Louder commercials than TV have long been illegal, but they don't enforce it. I know someone however that used to call or email or whatever the station to complain when they did it and they would stop for at least a bit because of those laws that went mostly unenforced.

But the less cynical more hopeful generations before us had passed those common sense laws and enforced them at one point.

[–] Aatube@piefed.social 1 points 5 days ago

for TV, yes, not for streaming.

[–] Test_Tickles@lemmy.world 2 points 6 days ago (1 children)

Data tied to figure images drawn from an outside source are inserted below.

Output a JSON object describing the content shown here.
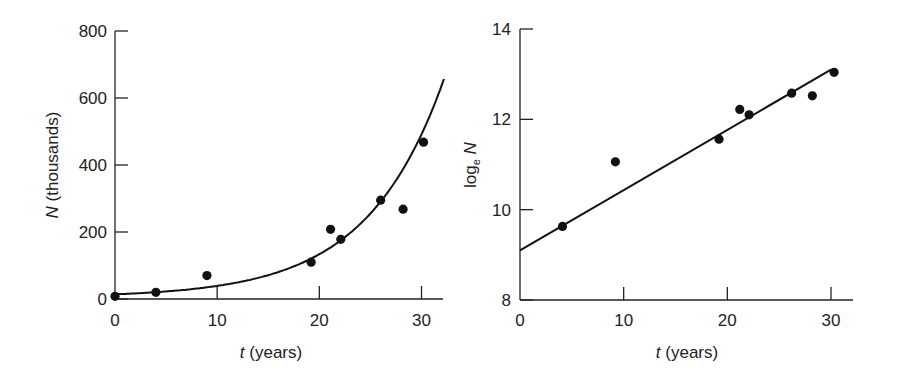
{
  "chart_data": [
    {
      "type": "scatter",
      "title": "",
      "xlabel_var": "t",
      "xlabel_unit": " (years)",
      "ylabel_var": "N",
      "ylabel_unit": " (thousands)",
      "xlim": [
        0,
        32
      ],
      "ylim": [
        0,
        800
      ],
      "xticks": [
        0,
        10,
        20,
        30
      ],
      "yticks": [
        0,
        200,
        400,
        600,
        800
      ],
      "grid": false,
      "series": [
        {
          "name": "observed",
          "type": "scatter",
          "x": [
            0,
            4,
            9,
            19.2,
            21.1,
            22.1,
            26,
            28.2,
            30.2
          ],
          "y": [
            8,
            20,
            70,
            110,
            208,
            178,
            295,
            268,
            468
          ]
        },
        {
          "name": "exponential fit",
          "type": "line",
          "equation": "N = 9 e^(0.133 t)",
          "N0": 9,
          "r": 0.133
        }
      ]
    },
    {
      "type": "scatter",
      "title": "",
      "xlabel_var": "t",
      "xlabel_unit": " (years)",
      "ylabel_prefix": "log",
      "ylabel_sub": "e",
      "ylabel_var": "N",
      "xlim": [
        0,
        32
      ],
      "ylim": [
        8,
        14
      ],
      "xticks": [
        0,
        10,
        20,
        30
      ],
      "yticks": [
        8,
        10,
        12,
        14
      ],
      "grid": false,
      "series": [
        {
          "name": "observed",
          "type": "scatter",
          "x": [
            4.1,
            9.2,
            19.2,
            21.2,
            22.1,
            26.2,
            28.2,
            30.3
          ],
          "y": [
            9.63,
            11.06,
            11.56,
            12.22,
            12.1,
            12.58,
            12.52,
            13.04
          ]
        },
        {
          "name": "linear fit",
          "type": "line",
          "x": [
            0,
            30
          ],
          "y": [
            9.1,
            13.1
          ]
        }
      ]
    }
  ]
}
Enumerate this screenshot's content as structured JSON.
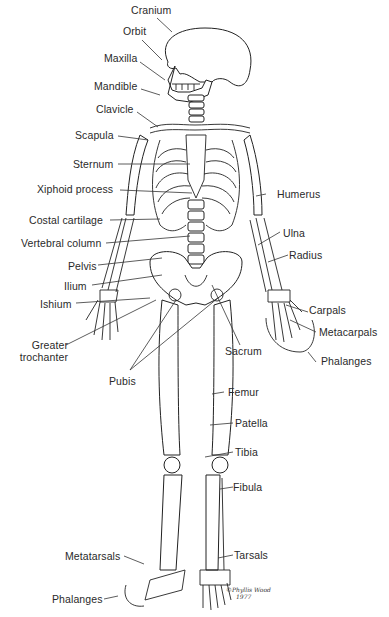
{
  "diagram": {
    "signature": {
      "line1": "©Phyllis Wood",
      "line2": "1977"
    },
    "labels_left": [
      {
        "id": "cranium",
        "text": "Cranium"
      },
      {
        "id": "orbit",
        "text": "Orbit"
      },
      {
        "id": "maxilla",
        "text": "Maxilla"
      },
      {
        "id": "mandible",
        "text": "Mandible"
      },
      {
        "id": "clavicle",
        "text": "Clavicle"
      },
      {
        "id": "scapula",
        "text": "Scapula"
      },
      {
        "id": "sternum",
        "text": "Sternum"
      },
      {
        "id": "xiphoid",
        "text": "Xiphoid process"
      },
      {
        "id": "costal",
        "text": "Costal cartilage"
      },
      {
        "id": "vertebral",
        "text": "Vertebral column"
      },
      {
        "id": "pelvis",
        "text": "Pelvis"
      },
      {
        "id": "ilium",
        "text": "Ilium"
      },
      {
        "id": "ishium",
        "text": "Ishium"
      },
      {
        "id": "greater1",
        "text": "Greater"
      },
      {
        "id": "greater2",
        "text": "trochanter"
      },
      {
        "id": "pubis",
        "text": "Pubis"
      },
      {
        "id": "metatarsals",
        "text": "Metatarsals"
      },
      {
        "id": "phalanges_foot",
        "text": "Phalanges"
      }
    ],
    "labels_right": [
      {
        "id": "humerus",
        "text": "Humerus"
      },
      {
        "id": "ulna",
        "text": "Ulna"
      },
      {
        "id": "radius",
        "text": "Radius"
      },
      {
        "id": "carpals",
        "text": "Carpals"
      },
      {
        "id": "metacarpals",
        "text": "Metacarpals"
      },
      {
        "id": "phalanges_hand",
        "text": "Phalanges"
      },
      {
        "id": "sacrum",
        "text": "Sacrum"
      },
      {
        "id": "femur",
        "text": "Femur"
      },
      {
        "id": "patella",
        "text": "Patella"
      },
      {
        "id": "tibia",
        "text": "Tibia"
      },
      {
        "id": "fibula",
        "text": "Fibula"
      },
      {
        "id": "tarsals",
        "text": "Tarsals"
      }
    ]
  }
}
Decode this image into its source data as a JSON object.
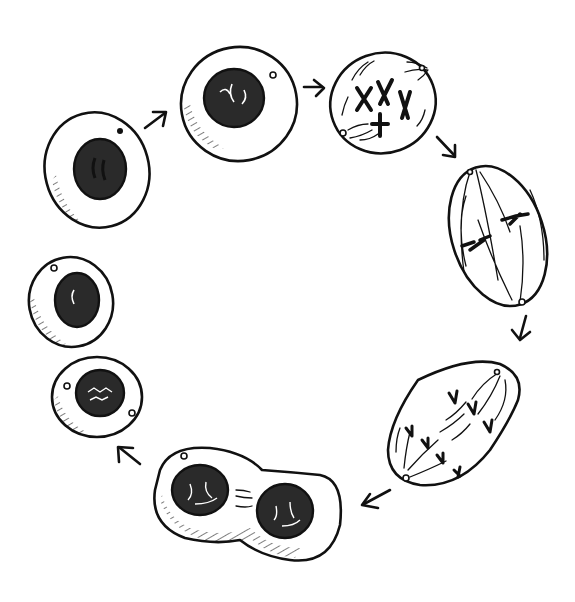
{
  "figure": {
    "style": "hand-drawn black ink illustration on white",
    "background": "#ffffff",
    "ink_color": "#111111",
    "cycle_direction": "clockwise"
  },
  "stages": [
    {
      "id": "interphase-1",
      "label": "Interphase (G1)",
      "shape": "round cell, dark hatched nucleus, one centrosome dot"
    },
    {
      "id": "prophase-early",
      "label": "Early prophase",
      "shape": "round cell, nucleus with condensing chromosomes"
    },
    {
      "id": "prophase-late",
      "label": "Prometaphase",
      "shape": "oval cell, four X-shaped chromosomes, spindle lines"
    },
    {
      "id": "metaphase",
      "label": "Metaphase",
      "shape": "tilted oval, chromosomes at equator, poles top/bottom"
    },
    {
      "id": "anaphase",
      "label": "Anaphase",
      "shape": "peanut-shaped cell, chromatids moving to poles"
    },
    {
      "id": "telophase",
      "label": "Telophase / Cytokinesis",
      "shape": "dumbbell cell with two hatched nuclei"
    },
    {
      "id": "daughter-1",
      "label": "Daughter cell",
      "shape": "round cell, hatched nucleus, two centrosomes"
    },
    {
      "id": "daughter-2",
      "label": "Daughter cell (G1)",
      "shape": "round cell, hatched nucleus, one centrosome"
    }
  ],
  "arrows": [
    {
      "from": "interphase-1",
      "to": "prophase-early"
    },
    {
      "from": "prophase-early",
      "to": "prophase-late"
    },
    {
      "from": "prophase-late",
      "to": "metaphase"
    },
    {
      "from": "metaphase",
      "to": "anaphase"
    },
    {
      "from": "anaphase",
      "to": "telophase"
    },
    {
      "from": "telophase",
      "to": "daughter-1"
    }
  ]
}
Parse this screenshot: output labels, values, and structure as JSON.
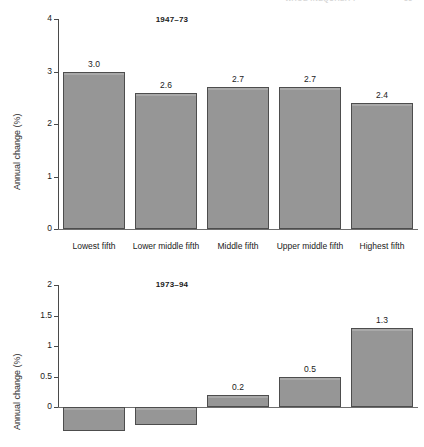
{
  "page": {
    "running_head": "WAGE INEQUALITY",
    "page_number": "33"
  },
  "figure": {
    "y_axis_label": "Annual change (%)",
    "categories": [
      "Lowest fifth",
      "Lower middle fifth",
      "Middle fifth",
      "Upper middle fifth",
      "Highest fifth"
    ],
    "bar_color": "#969696",
    "bar_edge_color": "#4d4d4d"
  },
  "chart_data": [
    {
      "type": "bar",
      "title": "1947–73",
      "categories": [
        "Lowest fifth",
        "Lower middle fifth",
        "Middle fifth",
        "Upper middle fifth",
        "Highest fifth"
      ],
      "values": [
        3.0,
        2.6,
        2.7,
        2.7,
        2.4
      ],
      "value_labels": [
        "3.0",
        "2.6",
        "2.7",
        "2.7",
        "2.4"
      ],
      "xlabel": "",
      "ylabel": "Annual change (%)",
      "ylim": [
        0,
        4
      ],
      "yticks": [
        0,
        1,
        2,
        3,
        4
      ],
      "ytick_labels": [
        "0",
        "1",
        "2",
        "3",
        "4"
      ],
      "grid": false,
      "legend": "none"
    },
    {
      "type": "bar",
      "title": "1973–94",
      "categories": [
        "Lowest fifth",
        "Lower middle fifth",
        "Middle fifth",
        "Upper middle fifth",
        "Highest fifth"
      ],
      "values": [
        -0.4,
        -0.3,
        0.2,
        0.5,
        1.3
      ],
      "value_labels": [
        "",
        "",
        "0.2",
        "0.5",
        "1.3"
      ],
      "xlabel": "",
      "ylabel": "Annual change (%)",
      "ylim": [
        -0.6,
        2
      ],
      "yticks": [
        0,
        0.5,
        1,
        1.5,
        2
      ],
      "ytick_labels": [
        "0",
        "0.5",
        "1",
        "1.5",
        "2"
      ],
      "grid": false,
      "legend": "none",
      "note": "lowest and lower middle fifth bars are negative and clipped by the bottom edge of the image"
    }
  ]
}
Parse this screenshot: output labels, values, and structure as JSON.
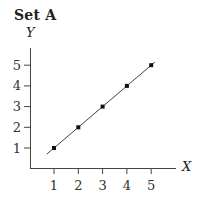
{
  "title": "Set A",
  "chart_data": {
    "type": "scatter",
    "title": "Set A",
    "xlabel": "X",
    "ylabel": "Y",
    "x": [
      1,
      2,
      3,
      4,
      5
    ],
    "y": [
      1,
      2,
      3,
      4,
      5
    ],
    "fit_line": {
      "slope": 1,
      "intercept": 0,
      "x_start": 0.7,
      "x_end": 5.15
    },
    "xticks": [
      "1",
      "2",
      "3",
      "4",
      "5"
    ],
    "yticks": [
      "1",
      "2",
      "3",
      "4",
      "5"
    ],
    "xlim": [
      0,
      6
    ],
    "ylim": [
      0,
      6
    ],
    "grid": false,
    "legend": null
  }
}
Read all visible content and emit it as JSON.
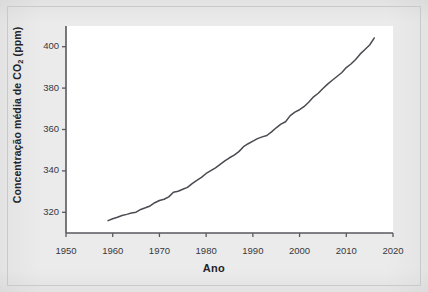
{
  "figure": {
    "background_color": "#ebebeb",
    "plot_background_color": "#ffffff",
    "frame_color": "#c9c9c9",
    "axis_color": "#58585e",
    "line_color": "#4a4a52"
  },
  "chart_data": {
    "type": "line",
    "title": "",
    "xlabel": "Ano",
    "ylabel": "Concentração média de CO₂ (ppm)",
    "ylabel_parts": {
      "before": "Concentração média de CO",
      "subscript": "2",
      "after": " (ppm)"
    },
    "xlim": [
      1950,
      2020
    ],
    "ylim": [
      310,
      410
    ],
    "xticks": [
      1950,
      1960,
      1970,
      1980,
      1990,
      2000,
      2010,
      2020
    ],
    "xtick_labels": [
      "1950",
      "1960",
      "1970",
      "1980",
      "1990",
      "2000",
      "2010",
      "2020"
    ],
    "yticks": [
      320,
      340,
      360,
      380,
      400
    ],
    "ytick_labels": [
      "320",
      "340",
      "360",
      "380",
      "400"
    ],
    "grid": false,
    "legend": false,
    "series": [
      {
        "name": "Concentração média de CO2",
        "units": "ppm",
        "x": [
          1959,
          1960,
          1961,
          1962,
          1963,
          1964,
          1965,
          1966,
          1967,
          1968,
          1969,
          1970,
          1971,
          1972,
          1973,
          1974,
          1975,
          1976,
          1977,
          1978,
          1979,
          1980,
          1981,
          1982,
          1983,
          1984,
          1985,
          1986,
          1987,
          1988,
          1989,
          1990,
          1991,
          1992,
          1993,
          1994,
          1995,
          1996,
          1997,
          1998,
          1999,
          2000,
          2001,
          2002,
          2003,
          2004,
          2005,
          2006,
          2007,
          2008,
          2009,
          2010,
          2011,
          2012,
          2013,
          2014,
          2015,
          2016
        ],
        "values": [
          315.97,
          316.91,
          317.64,
          318.45,
          318.99,
          319.62,
          320.04,
          321.37,
          322.18,
          323.05,
          324.62,
          325.68,
          326.32,
          327.46,
          329.68,
          330.19,
          331.12,
          332.03,
          333.84,
          335.41,
          336.84,
          338.76,
          340.12,
          341.48,
          343.15,
          344.85,
          346.35,
          347.61,
          349.31,
          351.69,
          353.12,
          354.39,
          355.61,
          356.45,
          357.1,
          358.83,
          360.82,
          362.61,
          363.73,
          366.7,
          368.38,
          369.55,
          371.14,
          373.28,
          375.8,
          377.52,
          379.8,
          381.9,
          383.79,
          385.6,
          387.43,
          389.9,
          391.65,
          393.85,
          396.52,
          398.65,
          400.83,
          404.24
        ]
      }
    ]
  }
}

You can file complaints with the FCC, but the FCC doesn't actively monitor it. The biggest problem is that no matter how the law is written, they will find ways to abuse it. The law actually requires that the average volume of the ad not be greater than the average volume of the show. And it even specifies that the average is a running average, not just the peak vs lowest. But then loud portions of the show pump that average up. Like let's say that during the credits you play really loud music, or really loud bloopers, well that would bump average. And if the commercial had a really long quiet period, like a long section where someone whispers the side affects a medication, well that bumps your loudest allowable portions up. They can also wait for the quietest part of a show to make the difference more significant.
And there's much more that they can do that makes it seem louder, like frequency boosting and audio compression that are all totally legal. So, they can actually bump the apparent "loudness" of a commercial quite a bit and still be legal.

[–] Aatube@piefed.social 1 points 5 days ago (1 children)

FCC does not have jurisdiction over streaming.

[–] Test_Tickles@lemmy.world 1 points 5 days ago (1 children)

That is true, but I am not sure why you are telling me. Responded to the wrong comment maybe?

[–] Aatube@piefed.social 2 points 5 days ago

just to clarify that this only works for TV and not streaming, because the article is about streaming

[–] BlackAura@lemmy.world 10 points 1 week ago* (last edited 1 week ago)

Yeah they had their chance. Audio streaming services have (mostly) managed to figure out licensing agreements so all music is on all platforms.

Video streaming services all created their own walled gardens with various levels of advertising. Paramount even offered an advertising free tier but would happily advertise their own shows before other shows (noticed specifically on Star Trek shows but I imagine other providers do it too).

In the end... Fuck them. I give up on trying to figure out streaming video with all its complications. Back to the seven seas to procure my own.